Who invented europe
There are many possible explanations for why history played out this way, but few can explain why the West was so powerful for so long. Caltech's Philip Hoffman , the Rea A. Axline Professor of Business Economics and professor of history, has a new explanation: the advancement of gunpowder technology. The Chinese invented gunpowder, but Hoffman, whose work applies economic theory to historical contexts, argues that certain political and economic circumstances allowed the Europeans to advance gunpowder technology at an unprecedented rate—allowing a relatively small number of people to quickly take over much of the rest of the globe.
We spoke with him recently about his research interests and what led him to study this particular topic. You have been on the Caltech faculty for more than 30 years. Are there any overarching themes to your work? Over the years I've been interested in a number of different things, and this new work puts together a lot of bits of my research. I've looked at changes in technology that influence agriculture, and I've studied the development of financial markets, and in between those two, I was also studying why financial crises occur.
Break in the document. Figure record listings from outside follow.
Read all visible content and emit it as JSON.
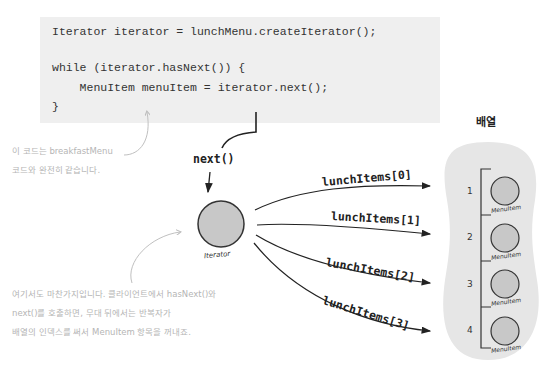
{
  "code": {
    "lines": [
      "Iterator iterator = lunchMenu.createIterator();",
      "",
      "while (iterator.hasNext()) {",
      "    MenuItem menuItem = iterator.next();",
      "}"
    ]
  },
  "annotations": {
    "top_note": [
      "이 코드는 breakfastMenu",
      "코드와 완전히 같습니다."
    ],
    "bottom_note": [
      "여기서도 마찬가지입니다. 클라이언트에서 hasNext()와",
      "next()를 호출하면, 무대 뒤에서는 반복자가",
      "배열의 인덱스를 써서 MenuItem 항목을 꺼내죠."
    ]
  },
  "diagram": {
    "next_label": "next()",
    "iterator_label": "Iterator",
    "array_title": "배열",
    "arrows": [
      "lunchItems[0]",
      "lunchItems[1]",
      "lunchItems[2]",
      "lunchItems[3]"
    ],
    "slots": [
      {
        "index": "1",
        "label": "MenuItem"
      },
      {
        "index": "2",
        "label": "MenuItem"
      },
      {
        "index": "3",
        "label": "MenuItem"
      },
      {
        "index": "4",
        "label": "MenuItem"
      }
    ]
  },
  "colors": {
    "code_bg": "#efefef",
    "node_fill": "#c8c8c8",
    "array_bg": "#e6e6e6",
    "note_text": "#b5b5b5"
  }
}
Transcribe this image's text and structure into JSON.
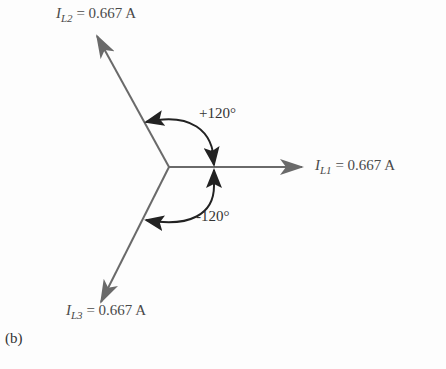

I've also been interested in the development of tax systems. For example, how did states get the ability to impose heavy taxes? What were the politics and the political context of the economy that resulted in this ability to tax?
It's just fascinating. A thousand years ago, no one would have ever expected that result, for at that point western Europe was hopelessly backward. It was politically weak, it was poor, and the major long-distance commerce was a slave trade led by Vikings. The political dominance of western Europe was an unexpected outcome and had really big consequences, so I thought: let's explain it. Many theories purport to explain how the West became dominant.
For example, that Europe became industrialized more quickly and therefore became wealthier than the rest of the world. Or, that when Europeans began to travel the world, people in other countries did not have the immunity to fight off the diseases they brought with them.
How is your theory different? Yes, there are lots of conventional explanations—industrialization, for example—but on closer inspection they all fall apart. Before , Europe had already taken over at least 35 percent of the world, but Britain was just beginning to industrialize.
So as an explanation, industrialization doesn't work. But despite his deep involvement in the region's geopolitical transformation, President Wilson never set eyes on Eastern Europe, and never traveled to a single one of the eastern lands whose political destiny he so decisively influenced. Eastern Europe, invented in the age of Enlightenment by the travelers and philosophies of Western Europe, was reinvented on the map of the early twentieth century with the crucial intervention of an American president who deeply invested his political and emotional energies in lands that he would never visit.
This book traces how Wilson's emerging definition of national self-determination and his practical application of the principle changed over time as negotiations at the Paris Peace Conference unfolded.
Larry Wolff exposes the contradictions between Wilson's principles and their implementation in the peace settlement for Eastern Europe, and sheds light on how his decisions were influenced by both personal relationships and his growing awareness of the history of the Ottoman and Habsburg empires.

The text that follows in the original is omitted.